Whether Christians or pastors appreciate the holiday or not, Halloween will be celebrated by most Americans. A National Retail Federation survey published in September found that 69 percent of Americans plan to celebrate Halloween in 2016.

A recent LifeWay Research study found that while a small minority of pastors still prefer to avoid Halloween altogether, most pastors encourage their church members to attend and invite friends to a church-hosted event.

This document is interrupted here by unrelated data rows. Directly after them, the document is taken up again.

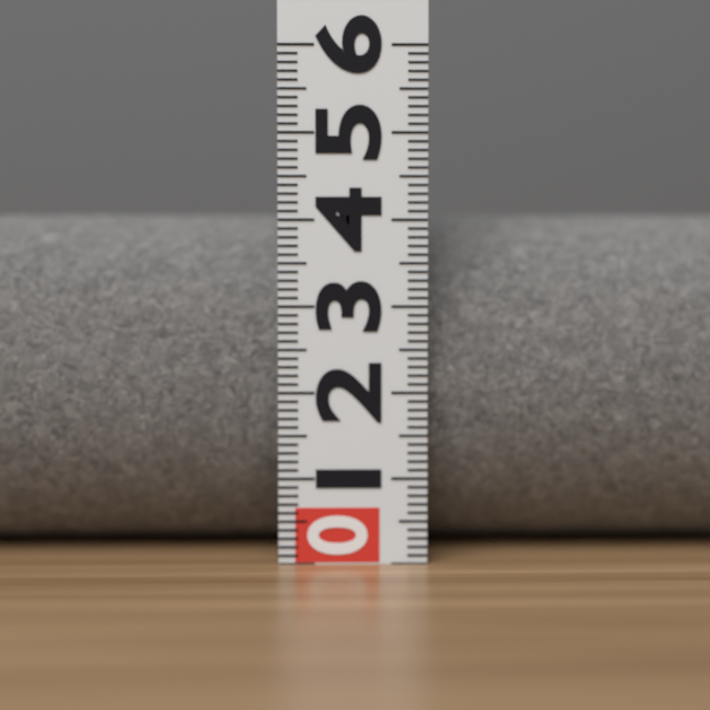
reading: 4.1 (no unit)
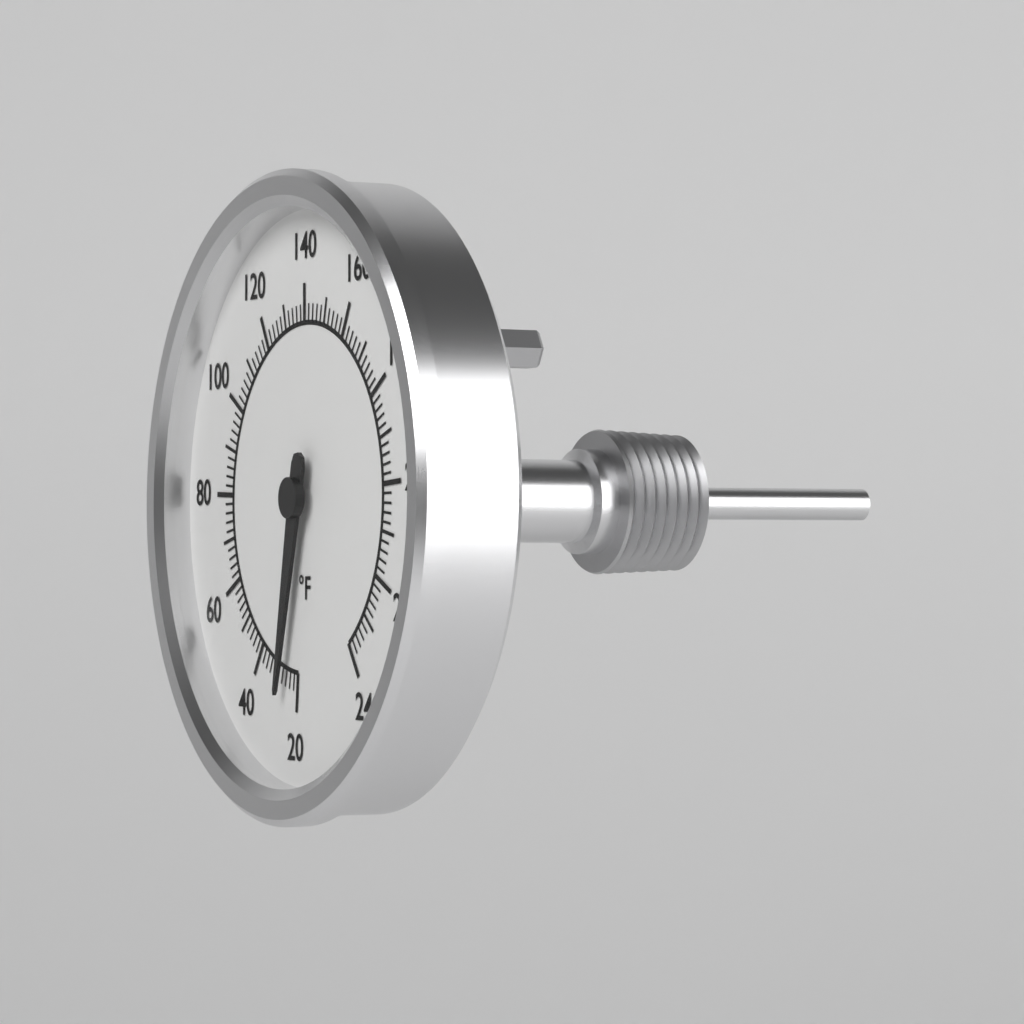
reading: 26 °F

The study, which was released on Tuesday, found that about two-thirds (67 percent) of 1,000 Protestant senior pastors said they encourage congregants to invite their friends and neighbors to a church-hosted alternative to Halloween such as a "fall festival.'

More than half of the survey respondents said they encourage congregants to "build relationships with neighbors who trick-or-treat" (52 percent), and more than a quarter encouraged church members to give gospel tracts to those who trick-or-treat (26 percent).

A minority of respondents said they encourage church members to avoid the holiday completely (8 percent).

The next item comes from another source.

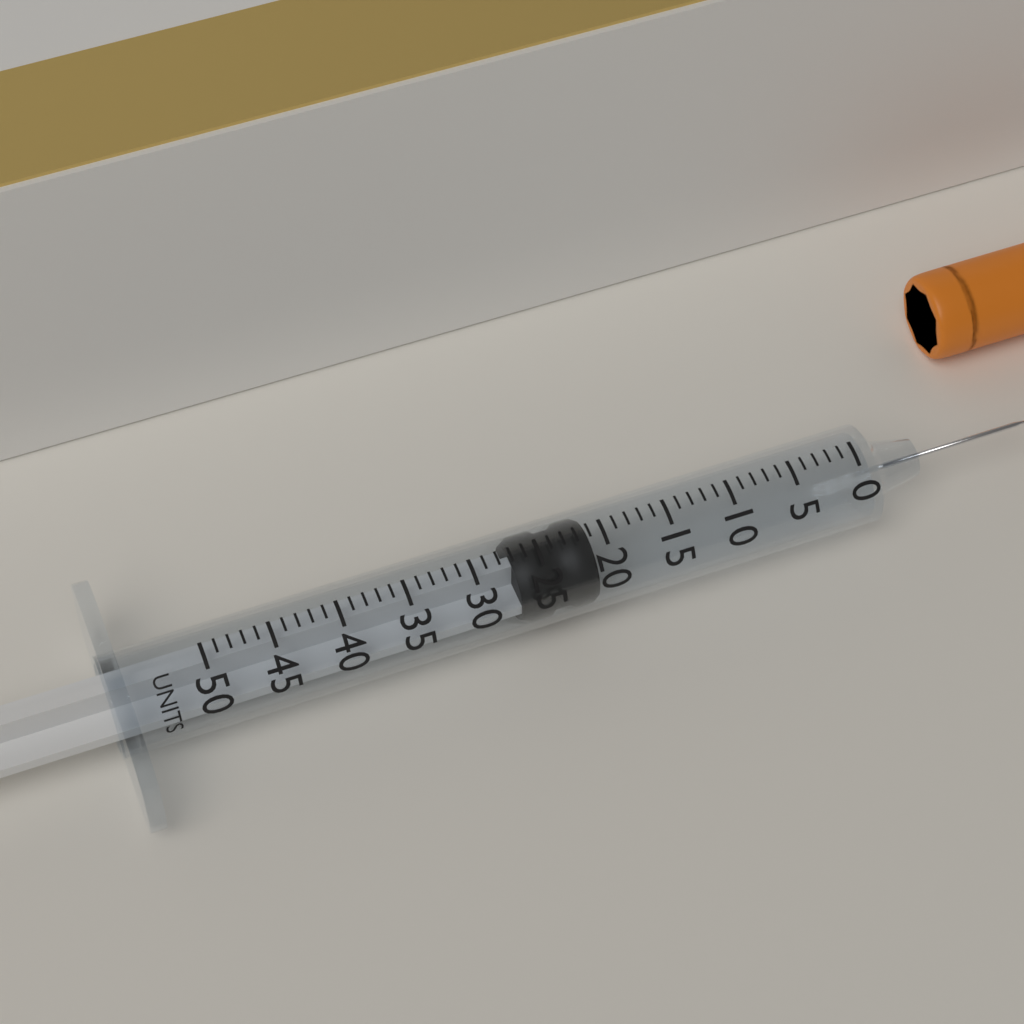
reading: 21 units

The study found some differences along denominational lines. Holiness pastors were most likely to encourage church members to invite people to a church-hosted event (82 percent), followed by Baptist pastors (77 percent), Pentecostal pastors (75 percent), and Methodist pastors (73 percent).

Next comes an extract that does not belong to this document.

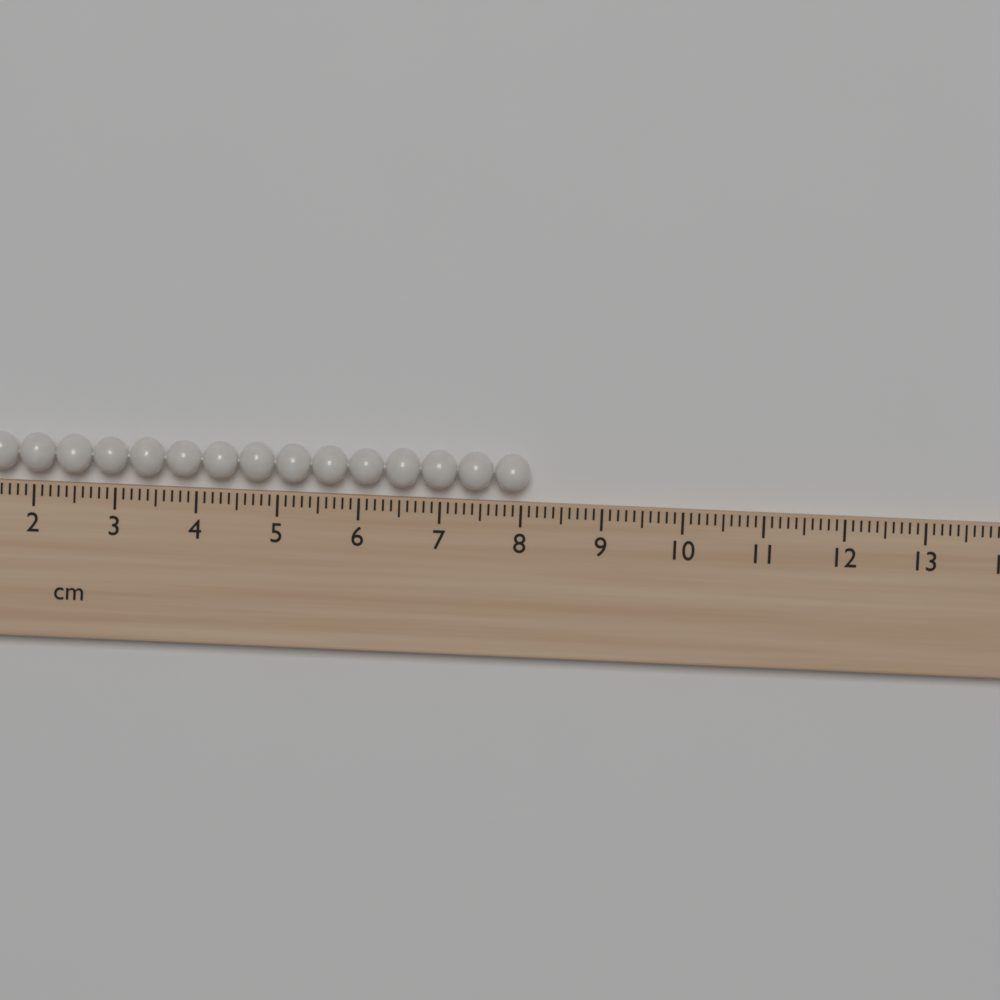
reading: 8.1 cm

Meanwhile, Baptist pastors were most likely to encourage members to give gospel tracts to trick-or-treaters (47 percent), while smaller proportions of evangelical (32 percent) and mainline (15 percent) pastors were likely to do the same.

"With so many people celebrating Halloween, this one day has more interaction among neighbors across America than any other day," said Scott McConnell, the executive director of LifeWay Research.

"People actually want to see each other at their doors. So it's only natural that pastors encourage their congregations to invest in these relationships."